A new report from Independent Higher Education (IHE) and Pinsent Masons on the state of play in academic partnerships in the UK offers a timely reminder of the value of these relationships and the contribution they make to student choice and opportunity at a moment when scrutiny is – understandably – focused on other aspects of such arrangements.
When we began the project, the National Audit Office (NAO) had not publicly confirmed its interest in student loans at franchised higher education providers, nor handed its investigative baton to the Public Accounts Committee (PAC), and in England the Office for Students (OfS) had yet to turn its regulatory attention to prioritise student outcomes data within partnership arrangements.
Like why are we here? And where do we go?
It transpired there was a lot to cover.
Over the 50 or so pages of our final report, we delve into why partnerships exist, how they are formed and managed, the costs involved, what happens when there are problems, the reasons why they end, what the impact of regulation has been, and what may happen in the future.
The partnership between an awarding provider and a teaching provider serve a number of different purposes, and it is these particular motivations which can often shape the character, the conditions, and the comparative success of one partnership over another.
Awarding providers predominantly view partners as collaborators. A quarter of those surveyed create partnerships to help with widening participation in geographic areas which they could not otherwise reach. For nearly half of teaching providers, their primary motivation for creating partnerships is to access the awarding powers of their partners, and they view the relationships as providing critical friends. For students, they decide to study with a specialist provider who can give them access to the facilities and industry connections they seek. This triumvirate of motivations should be protected and facilitated.
It’s not always easy and sometimes life can be deceiving
In the project’s interim working paper, we proposed a typology of partnerships to help address a lack of clarity around terminology that we identified through our research. We found that inconsistent use of language had the effect of seeding confusion within the sector, as well as in government, making it more difficult to get to grips with issues relating to franchised provision in particular. For example, on the OfS register, there is no distinction between ‘franchise’ and ‘sub-contract’ arrangements. And so it is no wonder that, in our survey, some teaching providers label themselves as one when the operational detail of their delivery model dictates they must be another.
In England today, conversations continue about the wisdom of requiring all franchised providers to register with the OfS, even if they do not wish to directly access the benefits of doing so. This makes some sense, superficially, until you start to think about the conditions of registration. B7 (Quality) and B8 (Standards) are not designed for providers operating soley under franchise agreements. These providers do not have control over quality and standards as this remains under the purview of the awarding partner. So perhaps lining up all of England’s franchised providers to join the OfS register isn’t the silver bullet after all, unless OfS conditions of registration change significantly – but then, we don’t really know who is a franchisee anyway. And is that even where the risk to quality or the student interest manifests? Our research showed that most teaching providers have just one partner, and those awarding partners with lower numbers of partnerships have lower numbers of students too, so student numbers alongside provision type may need to be a consideration. Would the level of regulatory burden imposed through registration therefore match the regulatory risk to be mitigated?
Other areas would benefit from greater transparency too. Students are clear on the benefits of well-functioning partnerships, but they also reported how difficult it can be to navigate between partners and processes when they are faced with problems that no one seems to want to take ownership of. The surveys also told us that there is more work to do on consistency in practice and sharing learning in complaints and appeals.
It would be of great value to prospective students and to the sector as a whole if we were able to understand the reason for high fees where they occur – the fee structures and amounts vary enormously. Greater transparency might bring changes to help reduce costs and improve the value for money of partnerships for students and the taxpayer alike.
I’ll tell you one thing, it’s always better when we’re together
Awarding providers report that the systems they create to manage partnerships are not just to satisfy their own need for oversight but to assist with the development of their partner as well. We found that partnerships are just as likely to evolve or to end for positive reasons, such as the teaching provider gaining their own Degree Awarding Powers (DAPS), as for more negative reasons, such as concerns relating to quality or financial challenges. Teaching providers value their partner’s abilities to act in these nurturing roles as they pursue their institutional development goals; awarding providers are enabling this in a way which will create choice and opportunity for the long term throughout the sector. Now that sounds like something worth working together for.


▶ Task goal
Look through the records below, and whenever a line contains "caption", copy it.

▶ Dataset entries on figures
+++++

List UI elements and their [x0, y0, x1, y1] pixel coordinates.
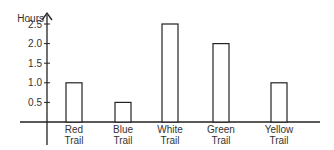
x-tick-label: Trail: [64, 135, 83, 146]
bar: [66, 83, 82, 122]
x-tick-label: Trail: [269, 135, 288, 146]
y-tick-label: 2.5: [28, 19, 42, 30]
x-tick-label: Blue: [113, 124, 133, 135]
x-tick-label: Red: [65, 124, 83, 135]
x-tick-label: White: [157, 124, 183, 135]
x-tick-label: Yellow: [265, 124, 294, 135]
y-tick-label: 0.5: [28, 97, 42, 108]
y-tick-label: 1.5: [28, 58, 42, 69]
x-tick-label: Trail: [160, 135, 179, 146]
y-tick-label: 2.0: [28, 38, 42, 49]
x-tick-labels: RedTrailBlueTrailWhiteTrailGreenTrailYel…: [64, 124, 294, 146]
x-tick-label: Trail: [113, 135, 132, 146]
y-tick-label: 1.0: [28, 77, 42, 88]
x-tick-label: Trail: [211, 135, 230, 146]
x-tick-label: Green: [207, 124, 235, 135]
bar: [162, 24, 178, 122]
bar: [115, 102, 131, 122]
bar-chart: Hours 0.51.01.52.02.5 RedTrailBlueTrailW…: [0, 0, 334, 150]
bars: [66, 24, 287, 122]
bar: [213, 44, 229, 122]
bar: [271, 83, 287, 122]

+++++

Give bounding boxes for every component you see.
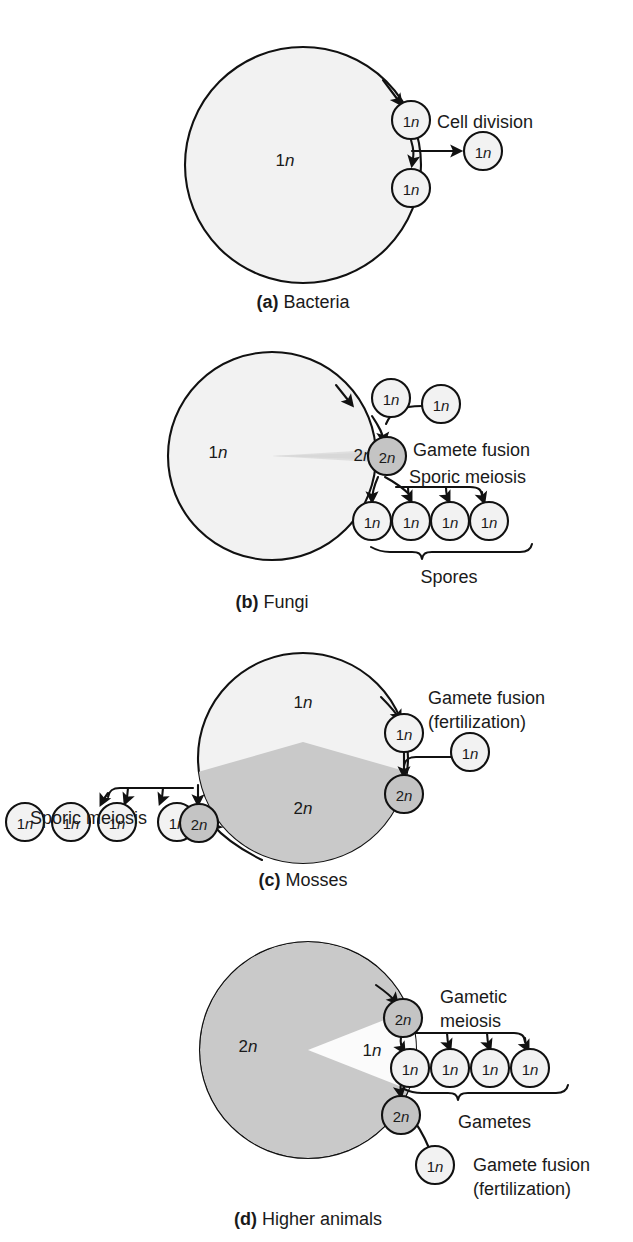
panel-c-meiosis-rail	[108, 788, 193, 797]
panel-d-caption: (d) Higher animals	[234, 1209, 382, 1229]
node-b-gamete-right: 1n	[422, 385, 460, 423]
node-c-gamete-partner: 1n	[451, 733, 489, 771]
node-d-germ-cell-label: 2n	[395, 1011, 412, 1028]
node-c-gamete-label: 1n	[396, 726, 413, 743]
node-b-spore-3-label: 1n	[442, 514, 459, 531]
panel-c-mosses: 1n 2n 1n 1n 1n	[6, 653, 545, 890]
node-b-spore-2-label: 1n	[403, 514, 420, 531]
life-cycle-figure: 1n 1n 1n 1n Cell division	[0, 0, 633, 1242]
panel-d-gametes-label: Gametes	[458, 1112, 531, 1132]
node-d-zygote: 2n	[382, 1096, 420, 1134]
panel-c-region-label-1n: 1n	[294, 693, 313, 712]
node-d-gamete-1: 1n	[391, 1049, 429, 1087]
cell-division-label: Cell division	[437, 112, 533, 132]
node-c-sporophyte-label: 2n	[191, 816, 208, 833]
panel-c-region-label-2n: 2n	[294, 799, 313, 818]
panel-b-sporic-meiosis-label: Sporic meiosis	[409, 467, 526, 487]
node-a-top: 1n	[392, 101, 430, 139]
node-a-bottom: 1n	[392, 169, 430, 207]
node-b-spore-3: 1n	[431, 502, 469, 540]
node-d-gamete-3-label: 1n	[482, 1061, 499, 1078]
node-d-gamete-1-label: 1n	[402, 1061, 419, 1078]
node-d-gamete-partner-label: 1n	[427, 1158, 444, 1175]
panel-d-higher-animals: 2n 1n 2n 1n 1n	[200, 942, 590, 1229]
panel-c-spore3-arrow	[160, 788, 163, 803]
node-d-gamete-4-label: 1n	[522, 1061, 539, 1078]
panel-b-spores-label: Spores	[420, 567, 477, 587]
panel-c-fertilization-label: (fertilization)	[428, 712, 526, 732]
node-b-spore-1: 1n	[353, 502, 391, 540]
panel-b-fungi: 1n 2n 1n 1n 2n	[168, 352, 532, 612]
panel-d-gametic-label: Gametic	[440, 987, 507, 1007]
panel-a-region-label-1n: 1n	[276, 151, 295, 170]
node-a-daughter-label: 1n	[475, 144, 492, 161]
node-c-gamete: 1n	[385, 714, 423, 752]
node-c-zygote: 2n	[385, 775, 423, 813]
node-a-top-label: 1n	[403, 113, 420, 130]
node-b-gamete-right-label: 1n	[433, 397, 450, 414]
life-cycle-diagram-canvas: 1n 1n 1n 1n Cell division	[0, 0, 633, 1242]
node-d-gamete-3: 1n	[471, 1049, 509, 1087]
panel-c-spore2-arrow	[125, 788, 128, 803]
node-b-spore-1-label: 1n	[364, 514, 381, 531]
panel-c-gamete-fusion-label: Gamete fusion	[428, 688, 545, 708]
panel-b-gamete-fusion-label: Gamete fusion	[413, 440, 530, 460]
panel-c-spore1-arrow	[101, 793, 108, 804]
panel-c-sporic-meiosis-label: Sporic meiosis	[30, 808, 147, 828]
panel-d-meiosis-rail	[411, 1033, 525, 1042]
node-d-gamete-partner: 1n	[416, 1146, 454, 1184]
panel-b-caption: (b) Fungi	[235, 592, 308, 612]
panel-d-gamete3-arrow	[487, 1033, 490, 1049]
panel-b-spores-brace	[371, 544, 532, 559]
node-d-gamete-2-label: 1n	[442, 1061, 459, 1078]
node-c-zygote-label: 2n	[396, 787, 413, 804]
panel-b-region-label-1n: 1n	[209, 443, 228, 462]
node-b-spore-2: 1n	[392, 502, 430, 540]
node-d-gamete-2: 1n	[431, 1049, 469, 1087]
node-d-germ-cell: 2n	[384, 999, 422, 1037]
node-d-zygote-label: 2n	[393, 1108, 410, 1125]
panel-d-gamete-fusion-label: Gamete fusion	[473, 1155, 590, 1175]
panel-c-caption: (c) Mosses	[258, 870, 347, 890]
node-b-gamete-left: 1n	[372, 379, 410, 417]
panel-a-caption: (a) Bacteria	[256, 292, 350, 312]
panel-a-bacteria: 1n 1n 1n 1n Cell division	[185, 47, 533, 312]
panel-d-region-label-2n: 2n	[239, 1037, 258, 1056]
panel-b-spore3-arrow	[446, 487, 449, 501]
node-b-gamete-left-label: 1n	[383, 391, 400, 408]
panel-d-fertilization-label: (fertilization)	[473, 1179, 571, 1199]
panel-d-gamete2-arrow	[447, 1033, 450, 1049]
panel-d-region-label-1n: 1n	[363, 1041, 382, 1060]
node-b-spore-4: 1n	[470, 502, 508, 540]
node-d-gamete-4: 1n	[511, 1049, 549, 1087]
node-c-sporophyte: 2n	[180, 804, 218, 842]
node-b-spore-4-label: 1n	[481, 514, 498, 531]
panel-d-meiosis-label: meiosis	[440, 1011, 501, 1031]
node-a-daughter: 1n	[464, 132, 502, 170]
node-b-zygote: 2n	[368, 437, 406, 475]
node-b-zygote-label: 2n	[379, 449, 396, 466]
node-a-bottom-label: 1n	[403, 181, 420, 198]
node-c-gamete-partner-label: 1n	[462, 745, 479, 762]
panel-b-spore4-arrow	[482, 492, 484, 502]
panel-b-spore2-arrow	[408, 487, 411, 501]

+++++

▶ Result
panel-d-caption: (d) Higher animals	[234, 1209, 382, 1229]
panel-b-caption: (b) Fungi	[235, 592, 308, 612]
panel-c-caption: (c) Mosses	[258, 870, 347, 890]
panel-a-caption: (a) Bacteria	[256, 292, 350, 312]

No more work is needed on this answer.